We should work to restore the existing old behaviour, and make sure that
between 2.29 and the future that we don't regress.
 
> Meanwhile, I would like us to consider reverting the commit mentioned
> above (not the whole commit, just the two lines I included).  This
> will have the effect of making the current code bug-compatible with
> older code, in that, setting tm_isdst=1 in a no-dst zone returns a
> non-dst (but otherwise valid) time, and updates tm_idst to 0.
> Returning EOVERFLOW in these new cases is not useful.
 
Agreed. Lets do that. And add tests please.

-- 
Cheers,
Carlos.


  reply	other threads:[~2022-08-17 21:50 UTC|newest]

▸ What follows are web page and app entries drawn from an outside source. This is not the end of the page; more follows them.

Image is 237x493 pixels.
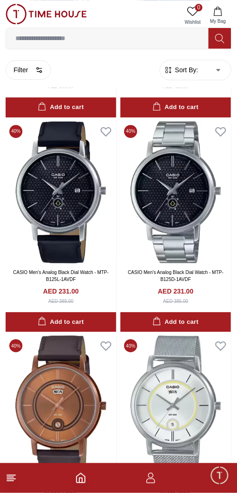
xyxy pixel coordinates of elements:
[164,65,198,75] button: Sort By:
[158,287,193,296] h4: AED 231.00
[181,4,204,28] a: 0Wishlist
[6,4,87,24] img: ...
[173,65,198,75] span: Sort By:
[13,270,109,282] a: CASIO Men's Analog Black Dial Watch - MTP-B125L-1AVDF
[6,312,116,332] button: Add to cart
[152,102,198,113] div: Add to cart
[152,317,198,328] div: Add to cart
[38,317,83,328] div: Add to cart
[9,339,22,352] span: 40 %
[120,312,231,332] button: Add to cart
[124,339,137,352] span: 40 %
[48,298,74,305] div: AED 385.00
[195,4,202,11] span: 0
[204,4,231,28] button: My Bag
[6,60,51,80] button: Filter
[209,466,230,486] div: Chat Widget
[128,270,223,282] a: CASIO Men's Analog Black Dial Watch - MTP-B125D-1AVDF
[6,97,116,117] button: Add to cart
[9,125,22,138] span: 40 %
[120,97,231,117] button: Add to cart
[120,121,231,263] img: CASIO Men's Analog Black Dial Watch - MTP-B125D-1AVDF
[43,287,78,296] h4: AED 231.00
[206,18,229,25] span: My Bag
[6,121,116,263] img: CASIO Men's Analog Black Dial Watch - MTP-B125L-1AVDF
[75,473,86,484] a: Home
[6,336,116,478] img: CASIO Men's Analog Brown Dial Watch - MTP-B120RL-5AVDF
[38,102,83,113] div: Add to cart
[181,19,204,26] span: Wishlist
[163,298,188,305] div: AED 385.00
[124,125,137,138] span: 40 %
[120,336,231,478] img: CASIO Men's Analog White Dial Watch - MTP-B120M-7AVDF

Thread overview: 15+ messages / expand[flat|nested]  mbox.gz  Atom feed  top
2022-08-17 21:18 DJ Delorie
2022-08-17 21:50 ` Carlos O'Donell [this message]
2022-08-17 23:10 ` Paul Eggert
2022-08-18  1:39   ` DJ Delorie
2022-08-18  2:37     ` Carlos O'Donell
2022-08-18  3:16       ` Paul Eggert
2022-08-18  4:05         ` Carlos O'Donell
2022-08-18 21:17       ` DJ Delorie
2022-08-18 21:57         ` Paul Eggert
2022-08-18 22:40           ` DJ Delorie
2022-08-18 22:58             ` Paul Eggert
2022-08-19 18:15               ` DJ Delorie
2022-08-19 22:04                 ` Paul Eggert
2022-08-18  3:02     ` Paul Eggert
2022-09-08 20:25   ` DJ Delorie

Reply instructions:

You may reply publicly to this message via plain-text email
using any one of the following methods:

* Save the following mbox file, import it into your mail client,
  and reply-to-all from there: mbox

  Avoid top-posting and favor interleaved quoting:
  https://en.wikipedia.org/wiki/Posting_style#Interleaved_style

* Reply using the --to, --cc, and --in-reply-to
  switches of git-send-email(1):

  git send-email \
    --in-reply-to=7cd72cc3-96d4-6c0f-f761-b2c0c70db85e@redhat.com \
    --to=carlos@redhat.com \
    --cc=dj@redhat.com \
    --cc=eggert@cs.ucla.edu \
    --cc=libc-alpha@sourceware.org \
    /path/to/YOUR_REPLY

  https://kernel.org/pub/software/scm/git/docs/git-send-email.html

* If your mail client supports setting the In-Reply-To header
  via mailto: links, try the mailto: link
Be sure your reply has a Subject: header at the top and a blank line before the message body.
This is a public inbox, see mirroring instructions
for how to clone and mirror all data and code used for this inbox;
as well as URLs for read-only IMAP folder(s) and NNTP newsgroup(s).